Alexandre Dumas’ supermignonette for oysters.

With oysters, particularly some delicate eastern American ones served on the half shell, less quite frequently is indeed more, but not always, as this quick recipe demonstrates. It is from The Table: How to Buy Food, How to Cook It and How to Serve It (New York 1889) by Alessandro Fillipini, a celebrated nineteenth century chef at Delmonico’s in New York. Filippini provides a recipe for what amounts to ramped up mignonette for saucing oysters that, he writes, belongs to the great Dumas, who incidentally appreciated good English as well as French food. Enough sauce for about  dozen oysters.


Dumas.jpg-1 heaped teaspoon chives
-about ½ teaspoon minced parsley
-a minced shallot
-1 heaped teaspoon salt
-scant teaspoon white pepper
-1 teaspon excellent olive oil
-“six drops of Tabasco sauce”
-1 teaspoon Worcestershire
-2-3 oz “good vinegar”


  1. Mix together the chives, parsley, shallot, salt and pepper.
  2. Add the olive oil to the mixture, then the Tabasco and Worcestershire followed by the vinegar.
  3. Stir the mignonette vigorously with a spoon to marry the ingredients and serve it with raw oysters.

Notes:

- Tabasco, while admittedly a classic, has a little too much harsh, woody heat for some people. They may substitute any hot sauce of their choice.

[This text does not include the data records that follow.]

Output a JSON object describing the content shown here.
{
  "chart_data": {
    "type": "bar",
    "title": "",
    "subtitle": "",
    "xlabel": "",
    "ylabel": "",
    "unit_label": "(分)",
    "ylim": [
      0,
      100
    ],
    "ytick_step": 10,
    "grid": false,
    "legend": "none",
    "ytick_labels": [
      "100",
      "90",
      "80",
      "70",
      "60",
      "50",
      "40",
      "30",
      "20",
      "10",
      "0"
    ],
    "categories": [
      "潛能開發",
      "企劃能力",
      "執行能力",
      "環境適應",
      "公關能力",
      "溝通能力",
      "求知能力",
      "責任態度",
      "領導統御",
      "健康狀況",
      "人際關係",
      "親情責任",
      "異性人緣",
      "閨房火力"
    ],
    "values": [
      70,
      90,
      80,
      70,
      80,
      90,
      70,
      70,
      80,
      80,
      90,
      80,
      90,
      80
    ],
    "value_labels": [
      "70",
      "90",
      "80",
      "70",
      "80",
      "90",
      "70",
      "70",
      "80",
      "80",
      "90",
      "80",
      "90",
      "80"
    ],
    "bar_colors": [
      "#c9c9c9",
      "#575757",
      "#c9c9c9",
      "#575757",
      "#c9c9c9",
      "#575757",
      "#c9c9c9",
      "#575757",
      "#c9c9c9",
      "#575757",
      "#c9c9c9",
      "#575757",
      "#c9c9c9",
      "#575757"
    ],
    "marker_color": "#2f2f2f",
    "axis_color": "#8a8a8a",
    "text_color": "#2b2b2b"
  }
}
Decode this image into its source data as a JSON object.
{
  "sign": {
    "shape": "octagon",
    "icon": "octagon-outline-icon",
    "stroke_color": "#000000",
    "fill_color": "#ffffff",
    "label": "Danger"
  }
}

- As the quotation marks indicate, Filippini does not specify a particular vinegar. Any number of different ones work with this recipe, as well as lemon juice. You might try Champagne, raspberry or a very good red wine vinegar. The Editor is partial to malt vinegar.

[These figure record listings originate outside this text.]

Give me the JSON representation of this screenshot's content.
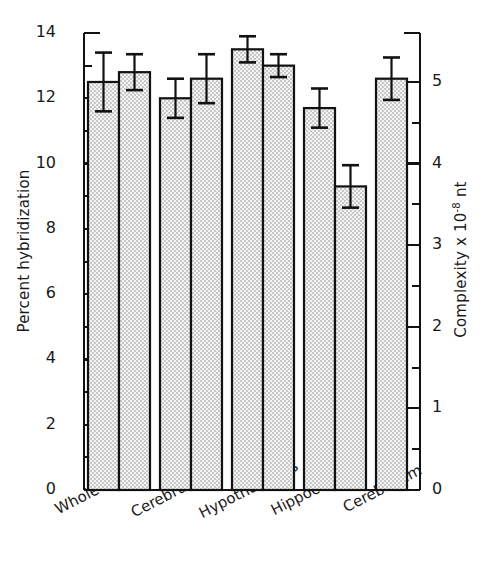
{
  "chart_data": {
    "type": "bar",
    "title": "",
    "subtitle": "",
    "xlabel": "",
    "ylabel": "Percent hybridization",
    "y2label": "Complexity x 10-8 nt",
    "y2label_parts": {
      "prefix": "Complexity x 10",
      "exponent": "-8",
      "suffix": " nt"
    },
    "ylim": [
      0,
      14
    ],
    "y2lim": [
      0,
      5.6
    ],
    "yticks": [
      0,
      2,
      4,
      6,
      8,
      10,
      12,
      14
    ],
    "ytick_labels": [
      "0",
      "2",
      "4",
      "6",
      "8",
      "10",
      "12",
      "14"
    ],
    "yminor_ticks": [
      1,
      3,
      5,
      7,
      9,
      11,
      13
    ],
    "y2ticks": [
      0,
      1,
      2,
      3,
      4,
      5
    ],
    "y2tick_labels": [
      "0",
      "1",
      "2",
      "3",
      "4",
      "5"
    ],
    "y2minor_ticks": [
      0.5,
      1.5,
      2.5,
      3.5,
      4.5
    ],
    "grid": false,
    "legend": "none",
    "categories": [
      "Whole brain",
      "Cerebrum",
      "Hypothalamus",
      "Hippocampus",
      "Cerebellum"
    ],
    "series": [
      {
        "name": "bar-1",
        "values": [
          12.5,
          12.0,
          13.5,
          11.7,
          12.6
        ],
        "errors": [
          0.9,
          0.6,
          0.4,
          0.6,
          0.65
        ]
      },
      {
        "name": "bar-2",
        "values": [
          12.8,
          12.6,
          13.0,
          9.3,
          null
        ],
        "errors": [
          0.55,
          0.75,
          0.35,
          0.65,
          null
        ]
      }
    ],
    "bar_fill_color": "#e8e8e8",
    "bar_edge_color": "#111111",
    "error_bar_color": "#111111",
    "axis_color": "#111111",
    "background_color": "#ffffff"
  },
  "axes": {
    "left_title": "Percent hybridization",
    "right_title_prefix": "Complexity x 10",
    "right_title_exponent": "-8",
    "right_title_suffix": " nt"
  }
}
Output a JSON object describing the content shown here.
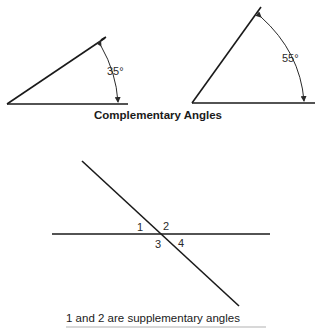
{
  "complementary": {
    "title": "Complementary Angles",
    "angles": [
      {
        "label": "35°",
        "degrees": 35
      },
      {
        "label": "55°",
        "degrees": 55
      }
    ]
  },
  "supplementary": {
    "angle_labels": [
      "1",
      "2",
      "3",
      "4"
    ],
    "caption": "1 and 2 are supplementary angles"
  },
  "colors": {
    "line": "#1a1a1a",
    "background": "#ffffff"
  }
}
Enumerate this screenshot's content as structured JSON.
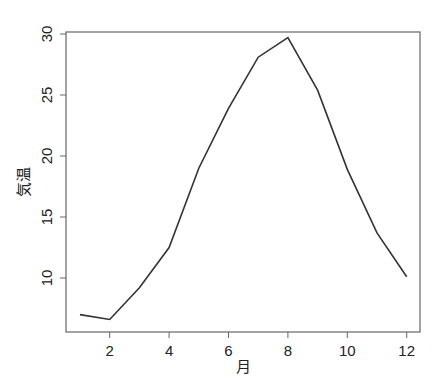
{
  "chart_data": {
    "type": "line",
    "title": "",
    "xlabel": "月",
    "ylabel": "気温",
    "x": [
      1,
      2,
      3,
      4,
      5,
      6,
      7,
      8,
      9,
      10,
      11,
      12
    ],
    "values": [
      7.0,
      6.6,
      9.2,
      12.5,
      19.0,
      23.9,
      28.1,
      29.7,
      25.4,
      18.9,
      13.7,
      10.1
    ],
    "xticks": [
      2,
      4,
      6,
      8,
      10,
      12
    ],
    "yticks": [
      10,
      15,
      20,
      25,
      30
    ],
    "xlim": [
      0.55,
      12.45
    ],
    "ylim": [
      6.3,
      30.0
    ],
    "grid": false,
    "legend": null,
    "line_color": "#333333",
    "frame_color": "#666666"
  },
  "labels": {
    "x_axis": "月",
    "y_axis": "気温"
  }
}
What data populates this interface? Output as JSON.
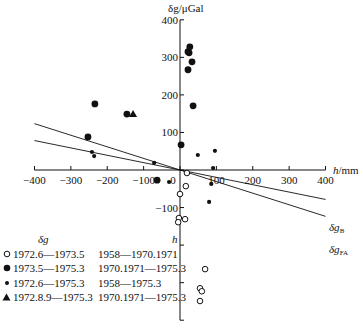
{
  "chart_data": {
    "type": "scatter",
    "title": "",
    "xlabel": "h/mm",
    "ylabel": "δg/μGal",
    "xlim": [
      -400,
      400
    ],
    "ylim": [
      -400,
      400
    ],
    "x_ticks": [
      -400,
      -300,
      -200,
      -100,
      0,
      100,
      200,
      300,
      400
    ],
    "y_ticks": [
      -400,
      -300,
      -200,
      -100,
      0,
      100,
      200,
      300,
      400
    ],
    "x_tick_labels": [
      "-400",
      "-300",
      "-200",
      "-100",
      "0",
      "100",
      "200",
      "300",
      "400"
    ],
    "y_tick_labels_shown": [
      "400",
      "300",
      "200",
      "100",
      "-100"
    ],
    "grid": false,
    "series": [
      {
        "name": "1972.6—1973.5 / 1958—1970.1971",
        "marker": "open-circle",
        "points": [
          [
            19,
            -8
          ],
          [
            16,
            -43
          ],
          [
            0,
            -64
          ],
          [
            -3,
            -128
          ],
          [
            -5,
            -139
          ],
          [
            14,
            -131
          ],
          [
            69,
            -264
          ],
          [
            55,
            -315
          ],
          [
            60,
            -323
          ],
          [
            55,
            -349
          ]
        ]
      },
      {
        "name": "1973.5—1975.3 / 1970.1971—1975.3",
        "marker": "large-filled-circle",
        "points": [
          [
            -234,
            176
          ],
          [
            -253,
            88
          ],
          [
            -146,
            149
          ],
          [
            3,
            67
          ],
          [
            36,
            171
          ],
          [
            22,
            315
          ],
          [
            27,
            328
          ],
          [
            25,
            312
          ],
          [
            33,
            288
          ],
          [
            22,
            267
          ],
          [
            -63,
            -27
          ]
        ]
      },
      {
        "name": "1972.6—1975.3 / 1958—1975.3",
        "marker": "small-filled-circle",
        "points": [
          [
            -242,
            48
          ],
          [
            -236,
            37
          ],
          [
            -71,
            19
          ],
          [
            49,
            40
          ],
          [
            96,
            51
          ],
          [
            91,
            5
          ],
          [
            86,
            -37
          ],
          [
            80,
            -85
          ],
          [
            -30,
            -32
          ]
        ]
      },
      {
        "name": "1972.8.9—1975.3 / 1970.1971—1975.3",
        "marker": "filled-triangle",
        "points": [
          [
            -129,
            149
          ]
        ]
      }
    ],
    "lines": [
      {
        "name": "δg_B",
        "label": "δgB",
        "slope": -0.196,
        "x_range": [
          -400,
          400
        ]
      },
      {
        "name": "δg_FA",
        "label": "δgFA",
        "slope": -0.3086,
        "x_range": [
          -400,
          400
        ]
      }
    ],
    "legend": {
      "position": "lower-left",
      "headers": [
        "δg",
        "h"
      ],
      "entries": [
        {
          "symbol": "open-circle",
          "dg": "1972.6—1973.5",
          "h": "1958—1970.1971"
        },
        {
          "symbol": "large-filled-circle",
          "dg": "1973.5—1975.3",
          "h": "1970.1971—1975.3"
        },
        {
          "symbol": "small-filled-circle",
          "dg": "1972.6—1975.3",
          "h": "1958—1975.3"
        },
        {
          "symbol": "filled-triangle",
          "dg": "1972.8.9—1975.3",
          "h": "1970.1971—1975.3"
        }
      ]
    }
  },
  "axes": {
    "y_title": "δg/μGal",
    "x_title_italic": "h",
    "x_title_unit": "/mm"
  },
  "line_labels": {
    "b_main": "δg",
    "b_sub": "B",
    "fa_main": "δg",
    "fa_sub": "FA"
  }
}
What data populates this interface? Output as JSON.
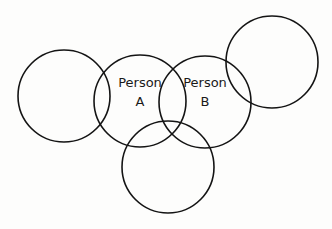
{
  "diagram": {
    "circles": [
      {
        "id": "left",
        "label_lines": []
      },
      {
        "id": "person-a",
        "label_lines": [
          "Person",
          "A"
        ]
      },
      {
        "id": "person-b",
        "label_lines": [
          "Person",
          "B"
        ]
      },
      {
        "id": "top-right",
        "label_lines": []
      },
      {
        "id": "bottom",
        "label_lines": []
      }
    ],
    "person_a": {
      "line1": "Person",
      "line2": "A"
    },
    "person_b": {
      "line1": "Person",
      "line2": "B"
    }
  }
}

- Conventional mignonettes use black instead of white pepper, but then they dispense with all of Dumas’ ingredients except for that, the shallot and vinegar.

- Joan Reardon quotes the original recipe in its entirety in Oysters: A Culinary Celebration (Guilford CT 2004) but unaccountably describes its source as ‘Filippini of Delmonico’s, The Table, 1891.